Energy Retrofits leading the way for sustainability in Indianapolis
Something big has begun in Indianapolis, and it started with just one building.
In a public announcement last month, Mayor Greg Ballard detailed the upgrades to the 73,000 square foot City-County Building (CCB). The comprehensive energy retrofit targeted the 1960’s era heating and cooling systems, and included the following improvements:
- Geothermal system, leveraging constant pumping of ground water due to Indianapolis’ high water table to supplement building heating and cooling
- Heat recovery systems for the central plant, data center, and exhaust air
- Modified airflow handlers to operate using variable instead of constant flows
- Augmentation of existing controls systems to include the new heating and cooling system as well as occupancy sensors for the building’s lighting
- Installation of solar thermal and solar PV systems
- Solar and wind powered LED plaza lights
Impressively, the improvements—which cost a total of $8 million—reduced total energy usage by 46 percent, and are resulting in guaranteed energy savings of $750,000 annually for the next 15 years. In addition, the building remained occupied throughout the process allowing for an essential continuity of services for the city.
Performance Services, a design build engineering firm, performed the retrofit work in the CCB under the auspices of a performance contract (which guarantees the savings of the energy retrofit project while avoiding up-front capital costs to the building owner).
But, beyond these savings, the big story of CCB is that Indianapolis isn’t stopping there. The retrofit is part of a broader energy efficiency program in 61 buildings across the city.
Greater savings by going project to portfolio:
In the summer of 2009—when Mayor Greg Ballard and the Indianapolis Office of Sustainability began working with Rocky Mountain Institute and a newly formed Green CCB Development Team—a citywide plan for sustainability was developed, with the deep retrofit of the CCB as the cornerstone.
Driving the plan was an intensive workshop, where a transdisciplinary team looked at ways to incorporate integrative design. The CCB retrofit exemplifies the benefits of this approach.
For example, a key insight enabling the project’s hallmark geothermal system came from a member of the maintenance team who mentioned the availability of significant ground water, which was identified as a potential source of heating and cooling.
Indianapolis is now aiming to use these, and other lessons in their retrofit plan for the rest of the Indianapolis city buildings. In fact, the Indianapolis CCB headlines the comprehensive Indianapolis sustainability program called SustainIndy.
“The changes we are making to the City-County Building and City-owned buildings across the system—and the savings involved—are a perfect example of how the city can become more sustainable while being economical,” said Mayor Ballard.
The city aims for a 25% reduction of energy use across the building portfolio, resulting in a 1.7$ annual savings for the next fifteen years.
In RMI’s perspective, developing portfolio strategies to retrofits and energy planning can result in resource savings and enhanced value (or “returns”) that are not possible when only considering retrofits at the individual building level.
Strategies like streamlining energy analysis across the portfolio to determine individual building measures, bulk purchasing of equipment and services, and aggregating efficiency projects for lower-cost financing can help project managers achieve cost-effective, deep energy savings over a large number of buildings.
Retrofitting existing commercial buildings to use dramatically less energy is a key component of Reinventing Fire, RMI’s blueprint for a business-led U.S. transition from fossil fuels to efficiency and renewables by 2050, unlocking $5 trillion in savings over business as usual, and supporting a 158 percent bigger economy (view our infographic to see more).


What the task requires
Where does the string "spindle" occur in the records? Copy each line that holds it.

::::

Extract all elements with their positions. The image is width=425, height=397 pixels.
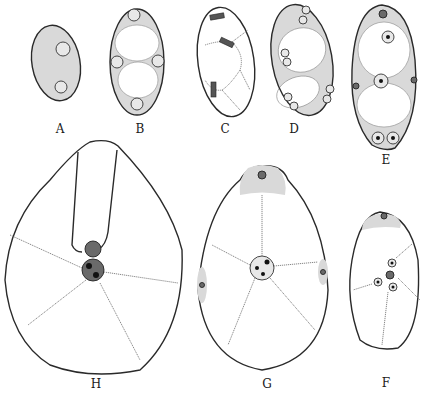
spindle [211,82,216,97]
panel-label-h: H [91,377,101,391]
nucleus [281,49,289,57]
nucleus [386,271,394,279]
vacuole [357,83,411,127]
nucleolus [86,263,92,269]
nucleus [323,95,331,103]
embryo-sac-plate: A B C D [0,0,425,397]
nucleolus [391,262,394,265]
pollen-tube [72,150,117,252]
nucleus [381,213,387,219]
nucleus [283,58,291,66]
lower-vacuole [118,62,158,98]
panel-h: H [5,141,182,391]
cell-wall [26,21,86,104]
nucleus [200,283,205,288]
nucleus [290,102,298,110]
synergid-nucleus [85,241,101,257]
spindle [210,13,225,20]
vacuole [358,22,410,78]
panel-b: B [110,9,164,136]
nucleolus [255,266,259,270]
spindle [219,37,234,47]
panel-label-e: E [382,153,391,167]
nucleus [321,270,326,275]
nucleus [152,55,164,67]
nucleus [131,98,143,110]
upper-vacuole [115,25,159,61]
panel-label-a: A [55,122,65,136]
panel-g: G [197,165,328,391]
nucleolus [376,136,380,140]
apex-cytoplasm [240,165,286,195]
nucleolus [261,272,265,276]
nucleolus [265,260,270,265]
nucleus [299,16,307,24]
panel-d: D [263,0,342,136]
nucleolus [391,136,395,140]
nucleus [284,93,292,101]
panel-f: F [350,212,420,390]
nucleolus [392,286,395,289]
nucleus [56,42,70,56]
panel-c: C [191,4,262,136]
nucleus [379,10,387,18]
nucleus [411,77,417,83]
nucleolus [379,79,383,83]
cytoplasm-strand [353,244,420,345]
nucleolus [93,272,99,278]
panel-label-g: G [262,377,272,391]
nucleus [353,83,359,89]
panel-label-c: C [220,122,229,136]
panel-a: A [26,21,86,136]
nucleus [111,56,123,68]
panel-label-f: F [382,376,390,390]
nucleus [258,171,266,179]
central-nucleus [250,256,274,280]
cell-wall [191,4,262,121]
cytoplasm-strand [205,41,241,90]
panel-e: E [352,5,417,167]
nucleus [302,6,310,14]
fusion-nucleus [82,259,104,281]
panel-label-d: D [289,122,299,136]
nucleolus [386,35,390,39]
nucleus [326,85,334,93]
panel-label-b: B [136,122,145,136]
nucleus [128,9,140,21]
nucleus [55,81,67,93]
nucleolus [377,281,380,284]
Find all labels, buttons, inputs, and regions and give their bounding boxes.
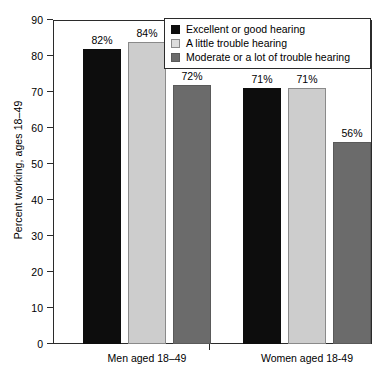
x-axis-tick-label: Men aged 18–49 [77, 352, 217, 365]
y-axis-tick-label: 10 [31, 302, 43, 314]
bar [243, 88, 281, 344]
legend-item-excellent-or-good-hearing: Excellent or good hearing [171, 23, 367, 36]
y-axis-tick-label: 80 [31, 50, 43, 62]
y-axis-tick-label: 70 [31, 86, 43, 98]
bar-value-label: 71% [282, 73, 332, 85]
bar-value-label: 82% [77, 34, 127, 46]
y-axis-tick: 0 [0, 338, 53, 350]
legend-swatch-icon [171, 39, 180, 48]
y-axis-tick: 60 [0, 122, 53, 134]
bar-chart: Percent working, ages 18–49 010203040506… [0, 0, 383, 378]
bar-value-label: 72% [167, 70, 217, 82]
y-axis-tick-label: 20 [31, 266, 43, 278]
y-axis-tick: 70 [0, 86, 53, 98]
y-axis-tick: 40 [0, 194, 53, 206]
legend-item-label: Moderate or a lot of trouble hearing [186, 51, 350, 64]
legend: Excellent or good hearing A little troub… [164, 18, 371, 69]
x-axis-tick-label: Women aged 18-49 [237, 352, 377, 365]
bar-value-label: 71% [237, 73, 287, 85]
bar [128, 42, 166, 344]
y-axis-tick-label: 30 [31, 230, 43, 242]
legend-swatch-icon [171, 25, 180, 34]
legend-item-a-little-trouble-hearing: A little trouble hearing [171, 37, 367, 50]
y-axis-tick: 10 [0, 302, 53, 314]
x-axis-tick-mark [209, 344, 210, 350]
y-axis-tick-label: 0 [37, 338, 43, 350]
bar [173, 85, 211, 344]
y-axis-tick: 20 [0, 266, 53, 278]
y-axis-tick-label: 40 [31, 194, 43, 206]
y-axis-tick: 30 [0, 230, 53, 242]
y-axis-tick-label: 90 [31, 14, 43, 26]
bar [83, 49, 121, 344]
bar-value-label: 56% [327, 127, 377, 139]
y-axis-tick-label: 60 [31, 122, 43, 134]
legend-item-label: A little trouble hearing [186, 37, 287, 50]
y-axis-tick: 80 [0, 50, 53, 62]
y-axis-tick: 50 [0, 158, 53, 170]
y-axis-tick: 90 [0, 14, 53, 26]
bar [333, 142, 371, 344]
legend-item-moderate-or-a-lot-of-trouble-hearing: Moderate or a lot of trouble hearing [171, 51, 367, 64]
legend-item-label: Excellent or good hearing [186, 23, 305, 36]
y-axis-tick-label: 50 [31, 158, 43, 170]
legend-swatch-icon [171, 53, 180, 62]
bar [288, 88, 326, 344]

::::

The completed task
spindle [211,82,216,97]
spindle [210,13,225,20]
spindle [219,37,234,47]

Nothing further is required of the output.